The critical insight was that a steady current in the first coil did nothing to the second. Only a changing magnetic field induced a current. Faraday went on to demonstrate that you could generate electricity by moving a magnet near a wire, by switching an electromagnet on and off, or even by moving a wire through the Earth’s own magnetic field. This principle of electromagnetic induction is the basis of every electric generator and transformer in use today.

Maxwell Unified Everything

By the mid-1800s, scientists had accumulated a rich collection of experimental laws connecting electricity and magnetism, but no single theory tied them together. James Clerk Maxwell, a Scottish physicist working between 1860 and 1871 at his family home and at King’s College London, provided that unification.

Maxwell took the experimental findings of Ørsted, Ampère, and Faraday and expressed them in a set of mathematical equations. He also identified something missing from Ampère’s law: a term now called the displacement current, which accounts for changing electric fields producing magnetic effects even in empty space. Adding this correction allowed Maxwell to derive a wave equation, and when he calculated the speed of that wave, it matched the known speed of light.

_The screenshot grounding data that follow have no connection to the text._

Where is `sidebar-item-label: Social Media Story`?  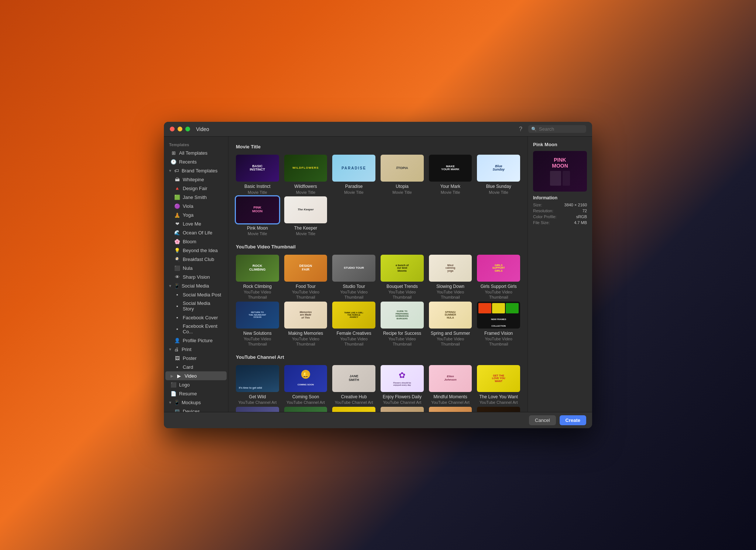
sidebar-item-label: Social Media Story is located at coordinates (202, 306).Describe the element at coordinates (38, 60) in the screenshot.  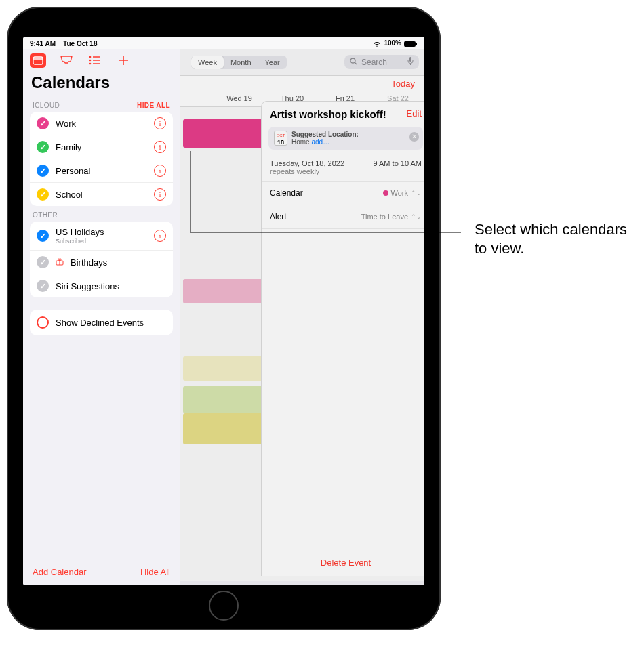
I see `calendar-toggle-icon` at that location. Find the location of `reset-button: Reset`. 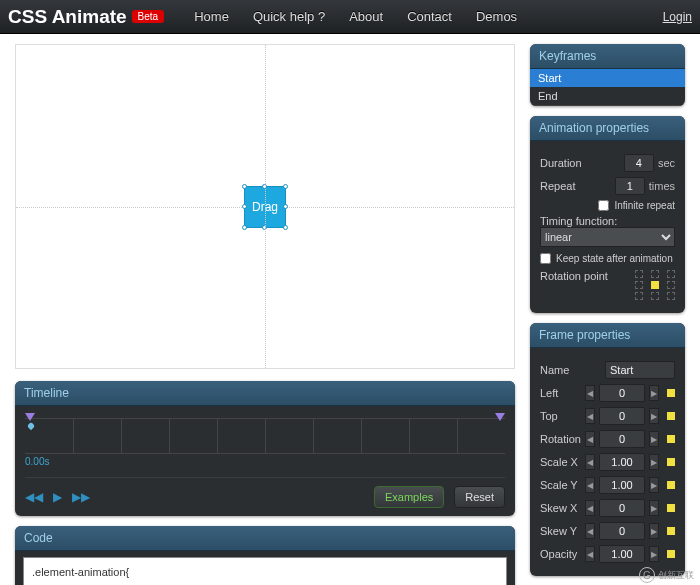

reset-button: Reset is located at coordinates (480, 497). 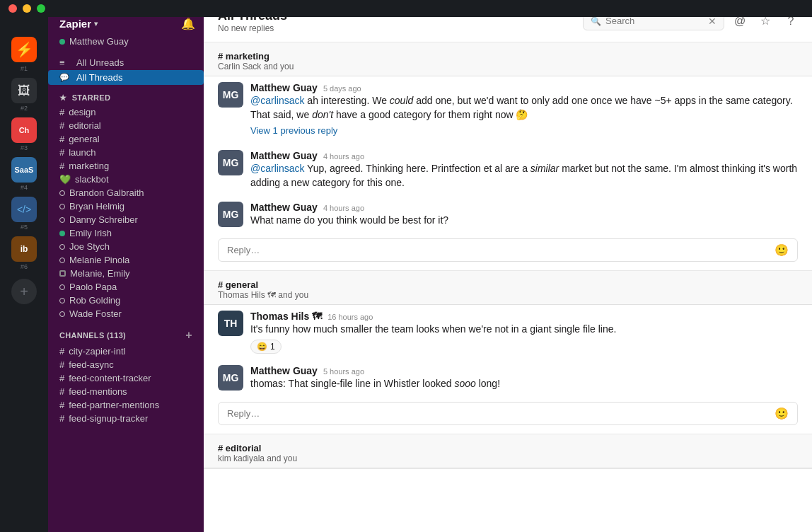 I want to click on channel-name-editorial: # editorial, so click(x=508, y=449).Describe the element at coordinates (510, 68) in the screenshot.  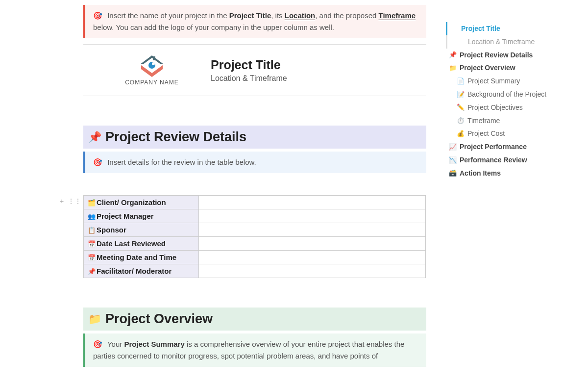
I see `outline-item: 📁Project Overview` at that location.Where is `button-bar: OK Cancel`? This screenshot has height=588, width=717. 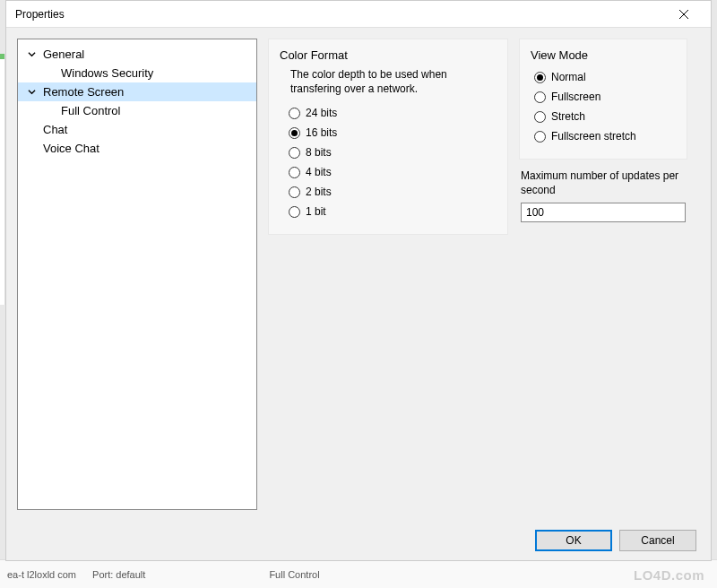
button-bar: OK Cancel is located at coordinates (358, 540).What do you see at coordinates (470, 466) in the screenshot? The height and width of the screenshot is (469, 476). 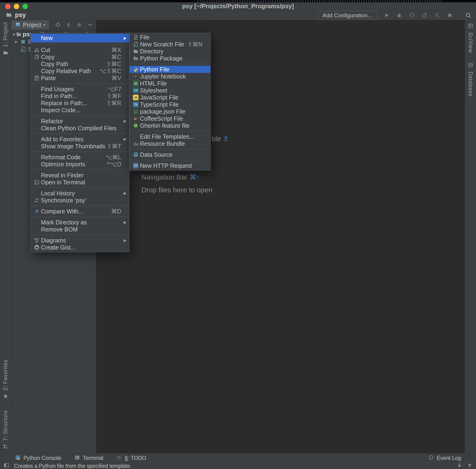 I see `inspections-indicator-icon` at bounding box center [470, 466]. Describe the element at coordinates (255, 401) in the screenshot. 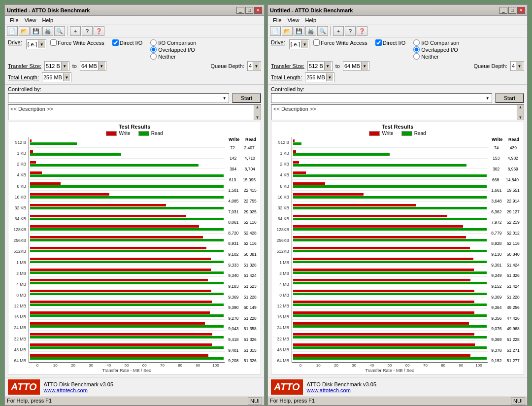

I see `status-right: NUI` at that location.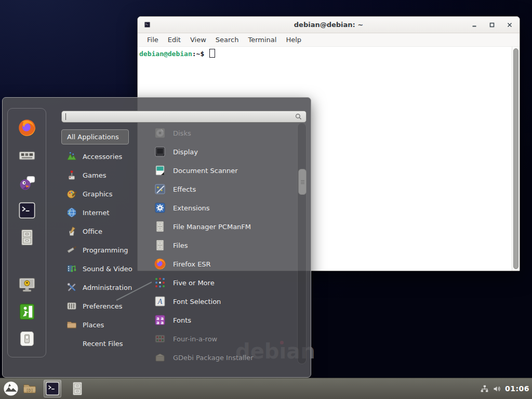  Describe the element at coordinates (515, 159) in the screenshot. I see `terminal-scrollbar` at that location.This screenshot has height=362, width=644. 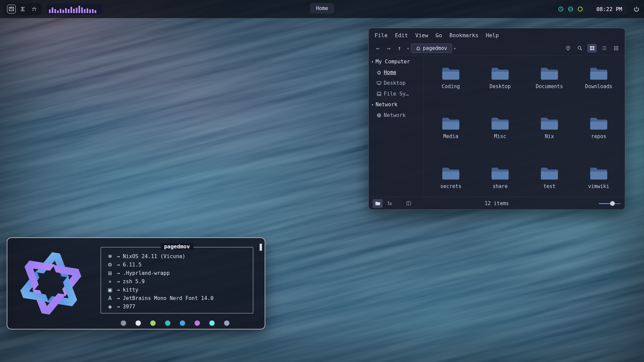 What do you see at coordinates (451, 178) in the screenshot?
I see `folder-tile: secrets` at bounding box center [451, 178].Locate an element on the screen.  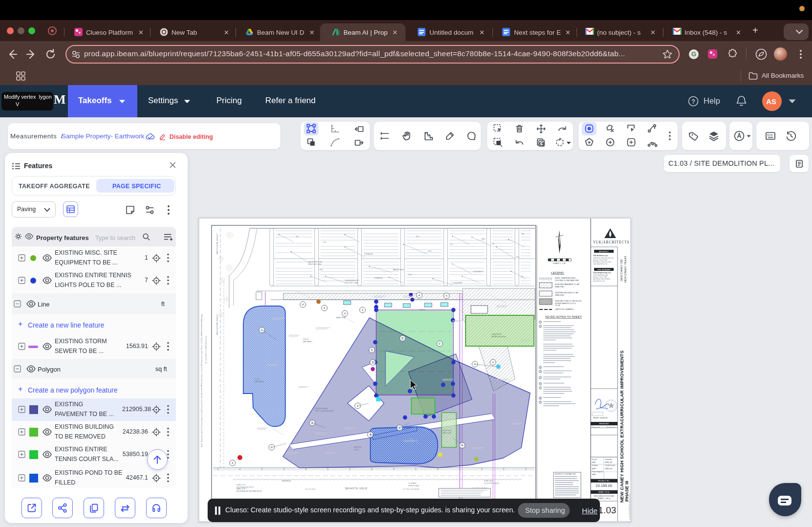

His conclusion was striking: light itself is an electromagnetic wave.

Maxwell published his full theory in 1865 in a paper titled “A Dynamical Theory of the Electromagnetic Field.” The four equations that now bear his name (though he originally wrote them in a more complex form) describe how electric charges produce electric fields, how there are no isolated magnetic charges, how changing magnetic fields create electric fields, and how electric currents and changing electric fields create magnetic fields. Together, they show that electricity and magnetism are not separate phenomena but inseparable parts of a single electromagnetic field.

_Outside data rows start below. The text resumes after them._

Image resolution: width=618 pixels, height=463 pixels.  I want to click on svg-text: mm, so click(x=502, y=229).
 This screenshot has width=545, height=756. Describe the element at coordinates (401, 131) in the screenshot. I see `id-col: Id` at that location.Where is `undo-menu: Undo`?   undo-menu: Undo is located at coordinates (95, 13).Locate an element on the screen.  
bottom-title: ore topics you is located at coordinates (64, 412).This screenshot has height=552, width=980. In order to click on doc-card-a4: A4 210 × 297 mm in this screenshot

Why Electricity and Magnetism Are Really One Force

Modern physics offers an even deeper explanation for why these forces are linked. A stationary electric charge creates an electric field. But when that charge moves, it also creates a magnetic field. The magnetic force on a moving charged particle always acts perpendicular to the particle’s direction of travel, which is why magnets can steer charged particles in circles (as in particle accelerators) but can’t speed them up or slow them down.

Einstein’s special relativity revealed the ultimate connection. What looks like a pure magnetic field from one observer’s perspective looks partly like an electric field to an observer moving at a different speed. The two fields are not independent forces that happen to interact. They are the same force, viewed from different frames of reference. Maxwell’s equations, written decades before Einstein, already contained this symmetry. It took relativity to explain why.